INDIANAPOLIS -- An Anderson man who has spent more than 20 years on Indiana's death row could be freed because polygraph test results were never admitted in court.\nThe 7th Circuit U.S. Court of Appeals in Chicago on Tuesday overturned Mark Allen Wisehart's 1983 murder conviction, ruling that a trial judge should have taken steps to determine whether one juror's knowledge of the polygraph test had tainted the verdict.\nWisehart, 42, was sentenced to death in Madison Superior court for stabbing 65-year-old Marjorie R. Johnson 26 times and fracturing her skull during a 1982 robbery. Upon his arrest, Wisehart gave a confession, admitting he had stabbed Johnson several times with several weapons, punching her with his fist, and striking her in the head with a whiskey bottle. He stated he took $14 and admitted he was the one who tipped off police. \nIn an affidavit presented at a 1994 appeal hearing, one of the jurors said she reported for jury duty and was told court would not be held that day because Wisehart was scheduled to take a polygraph test.\nShe said she never learned the outcome of the test.

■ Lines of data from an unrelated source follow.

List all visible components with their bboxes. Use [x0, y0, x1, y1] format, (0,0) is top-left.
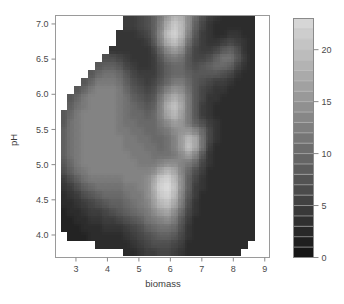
colorbar-band	[294, 185, 314, 196]
colorbar-band	[294, 237, 314, 248]
y-tick-label: 6.5	[36, 54, 49, 64]
x-tick-label: 4	[105, 264, 110, 274]
colorbar-band	[294, 70, 314, 81]
colorbar-band	[294, 81, 314, 92]
colorbar-band	[294, 102, 314, 113]
colorbar-tick-label: 10	[322, 149, 332, 159]
y-tick-label: 7.0	[36, 19, 49, 29]
colorbar-band	[294, 206, 314, 217]
colorbar-bands	[294, 19, 314, 258]
y-tick-label: 5.0	[36, 160, 49, 170]
colorbar-band	[294, 174, 314, 185]
colorbar-band	[294, 247, 314, 258]
colorbar-band	[294, 19, 314, 30]
x-tick-label: 6	[168, 264, 173, 274]
colorbar-band	[294, 164, 314, 175]
contour-plot-figure: 4.04.55.05.56.06.57.0 3456789 biomass pH…	[0, 0, 344, 304]
colorbar-band	[294, 50, 314, 61]
colorbar-band	[294, 133, 314, 144]
x-tick-label: 7	[199, 264, 204, 274]
colorbar-band	[294, 39, 314, 50]
colorbar-band	[294, 29, 314, 40]
y-tick-label: 4.0	[36, 230, 49, 240]
colorbar-band	[294, 112, 314, 123]
y-tick-label: 6.0	[36, 89, 49, 99]
colorbar-band	[294, 154, 314, 165]
colorbar-band	[294, 195, 314, 206]
colorbar-band	[294, 226, 314, 237]
colorbar-tick-label: 0	[322, 253, 327, 263]
colorbar-tick-label: 20	[322, 45, 332, 55]
y-tick-label: 5.5	[36, 125, 49, 135]
x-tick-label: 8	[231, 264, 236, 274]
x-tick-label: 5	[136, 264, 141, 274]
x-tick-label: 3	[73, 264, 78, 274]
x-tick-label: 9	[262, 264, 267, 274]
colorbar-band	[294, 91, 314, 102]
x-axis-title: biomass	[145, 278, 181, 289]
colorbar-band	[294, 216, 314, 227]
y-tick-label: 4.5	[36, 195, 49, 205]
colorbar-band	[294, 143, 314, 154]
colorbar-band	[294, 60, 314, 71]
y-axis-title: pH	[8, 134, 19, 146]
colorbar-tick-label: 15	[322, 97, 332, 107]
colorbar-tick-label: 5	[322, 201, 327, 211]
colorbar-band	[294, 122, 314, 133]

Polygraph results are not admissible as evidence in Indiana courts.\nStill, the three-judge panel ruled Tuesday, the judge should have questioned the juror about how she reacted to finding out about the test.\n"From the fact that the trial resumed after the test, had she assumed that Wisehart had flunked it?" the judges wrote. "If so, had she thought polygraph tests such reliable detectors of lies that she inferred that Wisehart must be guilty?"\nBut the woman was never questioned about the polygraph in 1983 or 1994, leaving open the possibility of jury bias, the ruling said.\nWisehart also did not have the opportunity to either rebut or admit the test results, depending upon whether he had failed or passed them, the judges said.\nThe Court of Appeals vacated Wisehart's conviction and directed that the state either release him, retry him or conduct another post-conviction hearing to address the issue of jury bias.